Germany has about 250,000 military personnel, including about 55,000 conscripts. More than 9,000 soldiers and sailors are stationed in peacekeeping missions in Lebanon, Serbia’s Kosovo province and other regions. Germany plans to reduce its troop contingent in Afghanistan to 1,800. Members of the multinational forces are urging Germany to rotate its units out of the relatively calm north to the south, where the Taliban and allied militants are growing stronger.

The military restructuring announced Wednesday is a response to increasing danger from terrorism and weapons of mass destruction. The aim is to prepare the armed forces to react to terrorist threats at home and to expand international missions, including peacekeeping and patrolling the seas.
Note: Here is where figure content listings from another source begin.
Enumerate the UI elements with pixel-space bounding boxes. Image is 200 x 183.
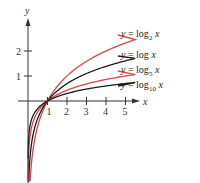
- x-axis-label: x: [142, 96, 148, 107]
- series-label: y = log10 x: [121, 79, 163, 93]
- series-label-prefix: y = log: [121, 28, 149, 39]
- x-tick-label: 5: [123, 106, 128, 117]
- y-axis-label: y: [24, 5, 30, 16]
- log-functions-chart: 1234512 y x: [0, 0, 200, 183]
- x-axis-arrow-icon: [132, 99, 140, 104]
- x-tick-label: 1: [47, 106, 52, 117]
- x-tick-label: 2: [64, 106, 69, 117]
- y-tick-label: 1: [16, 71, 21, 82]
- series-label: y = log2 x: [121, 28, 159, 42]
- curve-y-log-x: [29, 56, 135, 182]
- series-label-var: x: [149, 49, 156, 60]
- y-axis-arrow-icon: [26, 18, 31, 26]
- series-label-base: 10: [149, 85, 156, 93]
- x-tick-label: 4: [103, 106, 108, 117]
- series-label-var: x: [152, 28, 159, 39]
- series-label-var: x: [152, 64, 159, 75]
- series-label-var: x: [156, 79, 163, 90]
- series-label-prefix: y = log: [121, 49, 149, 60]
- series-label: y = log x: [121, 49, 156, 60]
- series-label: y = log5 x: [121, 64, 159, 78]
- y-tick-label: 2: [16, 46, 21, 57]
- series-label-prefix: y = log: [121, 64, 149, 75]
- x-tick-label: 3: [84, 106, 89, 117]
- curve-y-log5-x: [28, 71, 135, 182]
- curves-group: [28, 35, 135, 182]
- series-label-prefix: y = log: [121, 79, 149, 90]
- curve-y-log10-x: [28, 82, 135, 158]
The plan is expected to complicate the debate over whether Germany, like some of its European neighbors, should break the tradition of mandatory military service.

“German security policy has to take into account developments happening in regions that are geographically far away,” states the 133-page report that defines the restructuring. It is the first such overhaul since 1994 and, according to the report, preserves Germany’s cooperation with the North Atlantic Treaty Organization and the European Union. The study states that Germany’s population, economy and position in the center of continent “give it a central role for the future” of Europe and beyond.

In supporting the new military vision, Jung alluded to how terrorist threats could affect economies and energy sources.

“Eighty percent of our trade occurs on the seas, which naturally includes the security of energy supplies and raw materials,” Jung said.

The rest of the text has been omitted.